Bavisi, Amit 06 April 2006 (has links)
The objective of the proposed research is to develop novel, fully-packaged voltage controlled oscillators (VCOs), concurrent oscillators, and multi-mode filters using Liquid Crystalline Polymer (LCP) dielectric material that are directly applicable to simultaneous multi-band radio communication. Integrated wireless devices of the near-future will serve more diverse range of applications (computing, voice/video/data communication) and hence, will require more functionality. This research is focused on providing cost-effective and area-efficient solutions for multi-band/multi-mode oscillators and filters using system-on-package (SOP) design methodology. Silicon-based integrated circuits (ICs) provide an economical method of miniaturizing modules and hence, are attractive for multi-band applications. However, fully monolithic solutions are limited, by its high substrate losses, and marginal quality factors (Qs) of the passives, to low profile applications. Furthermore, the VCOs made on conventional packaging technologies are not very cost-effective. This thesis is directed towards developing highly optimized VCOs and filters using LCP substrate for use in multi-mode radio systems. The thesis investigates and characterizes lumped passive components on new LCP based technology feasible for VCO and filter design. The dissertation then investigates design techniques for optimizing both power consumption and the phase noise of the VCOs to be employed in commercial wireless systems. This work then investigates the temperature performance of LCP-based VCOs satisfying military standards. Another aspect of the thesis is the development of dual-band (multi-mode) oscillators. The approach is to employ existing multi-band theories to demonstrate one of the first prototypes of the oscillator. Finally, the design of multi-mode, lumped-element type filters was investigated.
40

Study on WDM Lightwave Systems for the Access Application and Transoceanic Application

Wang, Hsin-Min 28 June 2011 (has links)
The wavelength-division multiplexing (WDM) is a well know technique capable of increasing the total capacity of a lightwave communication system; however, the system performance can be significantly limited by the dispersive and nonlinear effects, among others. This dissertation is mainly focused on the nonlinear effects upon the short-haul and long-haul lightwave systems.The short-haul lightwave system is mainly adopted in the access network.
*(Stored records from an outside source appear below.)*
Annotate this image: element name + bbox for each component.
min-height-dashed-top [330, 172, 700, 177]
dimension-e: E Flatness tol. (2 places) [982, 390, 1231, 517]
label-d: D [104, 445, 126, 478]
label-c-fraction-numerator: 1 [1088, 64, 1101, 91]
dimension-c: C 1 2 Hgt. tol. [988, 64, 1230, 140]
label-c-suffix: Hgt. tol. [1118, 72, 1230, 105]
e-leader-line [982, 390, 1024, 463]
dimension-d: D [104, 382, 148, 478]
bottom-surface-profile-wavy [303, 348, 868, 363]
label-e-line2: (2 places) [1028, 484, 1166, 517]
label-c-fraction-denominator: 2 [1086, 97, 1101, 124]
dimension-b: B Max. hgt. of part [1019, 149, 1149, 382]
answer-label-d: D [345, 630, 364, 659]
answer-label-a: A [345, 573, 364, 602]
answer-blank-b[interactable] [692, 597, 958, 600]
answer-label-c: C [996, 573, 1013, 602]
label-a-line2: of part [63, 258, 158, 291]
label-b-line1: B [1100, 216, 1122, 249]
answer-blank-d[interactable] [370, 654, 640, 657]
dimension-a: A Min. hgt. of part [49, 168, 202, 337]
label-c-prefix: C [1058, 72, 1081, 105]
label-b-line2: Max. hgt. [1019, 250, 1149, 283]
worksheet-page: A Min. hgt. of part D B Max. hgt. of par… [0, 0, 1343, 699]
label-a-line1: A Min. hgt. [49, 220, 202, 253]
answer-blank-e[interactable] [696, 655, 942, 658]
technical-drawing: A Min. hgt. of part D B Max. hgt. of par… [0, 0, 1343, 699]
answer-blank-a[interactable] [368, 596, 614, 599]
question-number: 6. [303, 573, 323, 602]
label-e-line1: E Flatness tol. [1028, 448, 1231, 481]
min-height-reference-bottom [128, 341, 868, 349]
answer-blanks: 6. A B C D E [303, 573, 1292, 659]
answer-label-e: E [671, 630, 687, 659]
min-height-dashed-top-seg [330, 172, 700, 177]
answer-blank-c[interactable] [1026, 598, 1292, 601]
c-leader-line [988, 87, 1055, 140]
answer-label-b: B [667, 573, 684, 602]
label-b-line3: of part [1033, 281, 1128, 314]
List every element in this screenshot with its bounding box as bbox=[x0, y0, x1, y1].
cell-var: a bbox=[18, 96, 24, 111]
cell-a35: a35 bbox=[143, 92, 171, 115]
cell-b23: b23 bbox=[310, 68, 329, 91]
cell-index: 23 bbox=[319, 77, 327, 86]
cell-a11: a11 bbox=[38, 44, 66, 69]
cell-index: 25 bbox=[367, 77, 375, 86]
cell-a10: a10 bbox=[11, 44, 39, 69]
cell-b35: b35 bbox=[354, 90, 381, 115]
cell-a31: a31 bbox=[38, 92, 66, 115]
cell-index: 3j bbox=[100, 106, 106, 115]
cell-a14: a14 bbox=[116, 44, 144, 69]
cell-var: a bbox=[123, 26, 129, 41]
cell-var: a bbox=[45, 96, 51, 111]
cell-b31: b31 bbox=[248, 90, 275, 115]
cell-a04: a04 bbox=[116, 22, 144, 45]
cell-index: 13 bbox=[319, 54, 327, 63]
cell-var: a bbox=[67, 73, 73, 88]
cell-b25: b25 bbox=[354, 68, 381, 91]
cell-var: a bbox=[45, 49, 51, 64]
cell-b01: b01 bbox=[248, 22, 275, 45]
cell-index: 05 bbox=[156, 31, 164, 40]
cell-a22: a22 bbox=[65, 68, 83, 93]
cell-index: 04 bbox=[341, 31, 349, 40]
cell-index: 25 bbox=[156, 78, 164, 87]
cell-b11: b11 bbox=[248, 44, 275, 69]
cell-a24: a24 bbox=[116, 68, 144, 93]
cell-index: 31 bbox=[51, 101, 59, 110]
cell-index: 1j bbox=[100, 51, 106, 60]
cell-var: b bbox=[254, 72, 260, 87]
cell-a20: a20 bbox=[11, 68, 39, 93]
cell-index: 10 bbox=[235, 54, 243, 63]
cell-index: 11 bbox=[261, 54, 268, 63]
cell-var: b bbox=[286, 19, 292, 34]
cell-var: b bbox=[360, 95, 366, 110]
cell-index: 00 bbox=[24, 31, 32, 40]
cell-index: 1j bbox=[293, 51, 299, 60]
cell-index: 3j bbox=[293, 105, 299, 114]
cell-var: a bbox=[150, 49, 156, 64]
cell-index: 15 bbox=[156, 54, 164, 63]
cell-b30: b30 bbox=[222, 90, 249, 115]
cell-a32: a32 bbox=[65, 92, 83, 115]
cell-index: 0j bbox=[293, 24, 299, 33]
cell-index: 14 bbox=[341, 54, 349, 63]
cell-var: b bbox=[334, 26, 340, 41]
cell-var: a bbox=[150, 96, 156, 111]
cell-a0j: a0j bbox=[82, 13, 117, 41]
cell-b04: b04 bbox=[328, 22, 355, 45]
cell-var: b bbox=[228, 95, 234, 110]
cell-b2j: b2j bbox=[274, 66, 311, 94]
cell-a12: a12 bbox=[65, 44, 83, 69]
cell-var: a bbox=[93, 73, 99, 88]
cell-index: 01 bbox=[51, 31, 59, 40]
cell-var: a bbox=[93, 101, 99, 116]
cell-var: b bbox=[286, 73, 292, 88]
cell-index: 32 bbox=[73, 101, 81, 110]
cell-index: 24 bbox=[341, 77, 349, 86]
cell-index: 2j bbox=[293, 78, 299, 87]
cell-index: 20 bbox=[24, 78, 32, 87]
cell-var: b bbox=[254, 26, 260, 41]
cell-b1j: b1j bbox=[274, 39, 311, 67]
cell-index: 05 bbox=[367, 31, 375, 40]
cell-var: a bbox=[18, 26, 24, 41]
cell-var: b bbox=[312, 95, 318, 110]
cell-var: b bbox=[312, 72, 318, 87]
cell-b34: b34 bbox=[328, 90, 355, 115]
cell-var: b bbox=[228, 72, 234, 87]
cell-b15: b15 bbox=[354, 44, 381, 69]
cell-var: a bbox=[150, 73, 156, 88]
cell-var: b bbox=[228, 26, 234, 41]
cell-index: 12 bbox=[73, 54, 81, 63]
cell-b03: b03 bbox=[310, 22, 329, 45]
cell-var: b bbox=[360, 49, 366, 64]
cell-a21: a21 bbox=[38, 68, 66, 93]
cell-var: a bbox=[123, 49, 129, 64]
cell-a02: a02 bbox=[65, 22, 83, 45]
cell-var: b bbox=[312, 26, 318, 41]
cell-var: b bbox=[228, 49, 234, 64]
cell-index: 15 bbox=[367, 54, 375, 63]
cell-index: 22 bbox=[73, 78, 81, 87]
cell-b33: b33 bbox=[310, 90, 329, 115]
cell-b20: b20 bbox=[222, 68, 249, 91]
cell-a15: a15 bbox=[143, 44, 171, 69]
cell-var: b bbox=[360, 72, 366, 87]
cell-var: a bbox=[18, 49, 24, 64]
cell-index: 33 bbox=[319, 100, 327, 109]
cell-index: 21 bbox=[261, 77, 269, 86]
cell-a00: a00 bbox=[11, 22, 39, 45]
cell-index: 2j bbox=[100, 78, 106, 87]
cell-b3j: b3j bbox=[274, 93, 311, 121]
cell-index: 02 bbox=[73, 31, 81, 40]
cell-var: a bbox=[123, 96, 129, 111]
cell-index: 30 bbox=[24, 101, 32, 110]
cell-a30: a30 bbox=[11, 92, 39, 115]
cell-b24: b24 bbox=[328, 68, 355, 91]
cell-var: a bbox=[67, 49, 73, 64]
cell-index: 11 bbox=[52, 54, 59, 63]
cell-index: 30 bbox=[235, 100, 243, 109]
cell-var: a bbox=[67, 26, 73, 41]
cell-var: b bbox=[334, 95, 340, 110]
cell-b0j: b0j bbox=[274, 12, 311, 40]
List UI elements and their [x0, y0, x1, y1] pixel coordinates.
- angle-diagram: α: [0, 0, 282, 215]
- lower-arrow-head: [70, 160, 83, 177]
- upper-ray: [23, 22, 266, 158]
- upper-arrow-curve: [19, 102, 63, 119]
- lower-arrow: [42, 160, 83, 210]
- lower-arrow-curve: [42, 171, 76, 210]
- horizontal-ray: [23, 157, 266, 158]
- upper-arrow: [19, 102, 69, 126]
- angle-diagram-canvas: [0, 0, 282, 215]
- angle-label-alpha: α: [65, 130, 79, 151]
A passive optical access network is generally used to connect individual homes to a central office of a local area, and since there is no active component installed outside the central office of the passive optical access network, the system complexity and maintenance frequency can be significantly reduced. This dissertation provides a long-reach passive optical network (LR-PON) which can further reduce the system complexity and system cost. We found that four-wave mixing (FWM) and Rayleigh backscattering induced crosstalk were two main reasons to degrade the transmission performance in our proposed LR-PON. The long-haul lightwave system is mainly adopted in the transoceanic application. Although differential phase-shit keying (DPSK) modulation format has been confirmed to be suitable for long-haul WDM system, we found that a performance dip can be observed near the system zero dispersion avelength. In this dissertation, we designed various experiments to confirm the nonlinear effect to cause the performance dip being observed, and concluded that self-phase modulation (SPM) was the dominant reason to cause the performance dip rather than cross-phase modulation (XPM) or nonlinear phase noise.